Do you have a positive net worth?

Nope. It’s just because of my loans. By the time I graduate I’ll be $70k in the hole.

I bought mine in Dec 2007, but I just had it refinanced and it actually just about broke even in the appraisal. I happen to live in a sought after neighborhood and apparently things did better here than in some surrounding areas.

Yes, but at my age, I’d better!

For the first time in a bazillion years, yes. My husband and I have been working very hard to get rid of our debt. Early in our marriage, we made some bad decisions, and more recently, we’ve had a couple of things not work out as we’d hoped. Oddly enough, it took my retirement to set things right, partly due to some retirement incentive money and selling back vacation time, which erased a couple of lingering debts.

We refinanced our mortgage just before I retired - lower rate and shorter term. Other than that, we have only one personal loan outstanding, and that will be gone in August - sooner if we want to dip into savings.

It’s weird - when we were deeper in debt, adding to it didn’t seem like a big deal, but now that it’s almost all gone, we feel it’s necessary to avoid more debt under any circumstance. Maybe we’re just smarter about money now…

Nope when you include all my student loan debt, I’ll be negative for the next ten years.

I think it’s a combination of being smarter about money and the goal posts being in sight. I was brutal during the last 6 months of our debt repayment and then completely relaxed during our vacation causing me a little stress this week moving things around to maintain the debt free status.

debt is like weight. When you have a lot of it to get rid of, it seems hopeless and why not enjoy yourself. Once it gets to be manageable, it isn’t that hard to manage and you know clawing your way back to manageable is something you never want to do again. You just can’t let either creep up.

I was lucky - I’ve never, as far as I know, had a negative net worth. The house will be paid off in October … I’m planning a mortgage-burning party. :smiley:

Yes, mostly because I “bought [a house] at the right time”. In October 1999 we bought a house in the NY metro area for about $315K with over 25% down (a “conforming” mortage at the time was capped at $240,000), and a low enough 30-Year rate that we could pay down additional principal every month by hundreds of dollars on our expected budget. This effectively made it very similar to a 15-year loan, but with the flexibility to drop down to the normal 30-Year payment if we needed the cash flow (which I did for a few months from time to time). This was just before the largest part of the real estate runup from the late 1990s through about 2007. Between the run-up and the principal paydowns, by some time in early 2004 the market value of the house exceeded the remaining balance on the mortgage.

In mid-2007 we sold the house for $575K and rolled the equity into the down payment on another, larger house in the same neighborhood, taking on a new $240K mortgage. Our house has gone down in estimated value since then, but it’s still worth far more than the twice the loan balance - I would say about 3.5x our loan balance.

Prior to that, I never had a negative net worth except for about 18 months after graduating college (which my parents fully paid for) when I ran a revolving debt on my credit card of somewhere between $500 and $1,000, mostly to feed the recurring repairs on my first-ever car, a 1988 Eagle Premier that had a third world electrical grid wired inside its components. I worked on eliminating that debt after moving on to a much higher paid job have been careful never to dip into the well again, except for the buying of a house when I was 30 years old and settling down to raise a family.

I’m gloating now, but I have 3 kids spaced 2 years apart; the day is drawing near when I’ll be paying for 12 consecutive years of college tuition, with 8 of those years being doubled-up. Ack.

Positive net worth at 57 years old.

It’s only taken 40 years of hard work to get there!

Yes. I bought my home at a good time in a previously unfashionable area which, whilst not being fashionable, people are a lot more open to buying in these days. So my place (60-70% paid off) is now worth 1.5 - 2 times what I paid for it. I’ve no other liabilities and some savings, so if I sold everything I’d definitely be fairly in profit.

I have a negative net worth, but that says more about how little I own than how much I owe.

I am very proud of the fact that I’m in my early 40’s and have a net worth of about 800k including retirement, direct savings and some home equity. We’ve invested heavily in the market, particularly in safe dividend paying stocks that are currrently yielding about 1k each month just from dividends.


WORK TO COMPLETE:
Pull out every line below that holds the word "title".

RECORDS SHOWN:
=== Begin Enclosure ===
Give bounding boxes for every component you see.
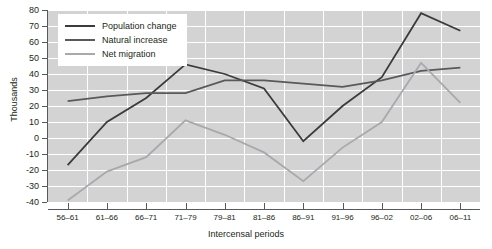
- x-axis-tick: [382, 203, 383, 209]
- x-axis-tick: [264, 203, 265, 209]
- legend-swatch-natural-increase: [65, 39, 95, 41]
- x-axis-line: [48, 209, 480, 210]
- y-axis-tick: [42, 186, 47, 187]
- legend-swatch-population-change: [65, 25, 95, 27]
- legend-item-natural-increase: Natural increase: [65, 33, 177, 47]
- y-axis-tick-label: -30: [0, 182, 39, 191]
- y-axis-tick-label: 40: [0, 70, 39, 79]
- x-axis-title: Intercensal periods: [0, 230, 492, 239]
- y-axis-tick-label: -10: [0, 150, 39, 159]
- y-axis-tick: [42, 122, 47, 123]
- y-axis-line: [47, 10, 48, 202]
- y-axis-tick: [42, 138, 47, 139]
- legend-label-population-change: Population change: [102, 21, 177, 31]
- y-axis-title: Thousands: [10, 30, 19, 170]
- y-axis-tick: [42, 154, 47, 155]
- y-axis-tick-label: 20: [0, 102, 39, 111]
- y-axis-tick-label: -40: [0, 198, 39, 207]
- series-line-natural-increase: [68, 68, 461, 102]
- x-axis-tick: [107, 203, 108, 209]
- legend-item-net-migration: Net migration: [65, 47, 177, 61]
- y-axis-tick: [42, 74, 47, 75]
- y-axis-tick: [42, 10, 47, 11]
- x-axis-tick: [460, 203, 461, 209]
- y-axis-tick-label: 60: [0, 38, 39, 47]
- x-axis-tick: [225, 203, 226, 209]
- y-axis-tick: [42, 58, 47, 59]
- y-axis-tick-label: 30: [0, 86, 39, 95]
- x-axis-tick-label: 06–11: [437, 213, 483, 222]
- y-axis-tick: [42, 42, 47, 43]
- y-axis-tick: [42, 106, 47, 107]
- x-axis-tick: [343, 203, 344, 209]
- y-axis-tick: [42, 170, 47, 171]
- y-axis-tick-label: 70: [0, 22, 39, 31]
- y-axis-tick-label: 80: [0, 6, 39, 15]
- y-axis-tick-label: 10: [0, 118, 39, 127]
- y-axis-tick: [42, 26, 47, 27]
- y-axis-tick-label: 50: [0, 54, 39, 63]
- chart-root: 80706050403020100-10-20-30-40 56–6161–66…: [0, 0, 492, 249]
- legend-swatch-net-migration: [65, 53, 95, 55]
- x-axis-tick: [421, 203, 422, 209]
- legend-label-net-migration: Net migration: [102, 49, 156, 59]
- y-axis-tick-label: -20: [0, 166, 39, 175]
- series-line-net-migration: [68, 63, 461, 201]
- chart-legend: Population change Natural increase Net m…: [58, 14, 187, 66]
- y-axis-tick: [42, 90, 47, 91]
- x-axis-tick: [68, 203, 69, 209]
- x-axis-tick: [303, 203, 304, 209]
- y-axis-tick: [42, 202, 47, 203]
- legend-label-natural-increase: Natural increase: [102, 35, 168, 45]
- y-axis-tick-label: 0: [0, 134, 39, 143]
- x-axis-tick: [186, 203, 187, 209]
- x-axis-tick: [146, 203, 147, 209]
- legend-item-population-change: Population change: [65, 19, 177, 33]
=== End Enclosure ===
ANSWER FOR THE TASK:
- x-axis-title: Intercensal periods: [0, 230, 492, 239]
- y-axis-title: Thousands: [10, 30, 19, 170]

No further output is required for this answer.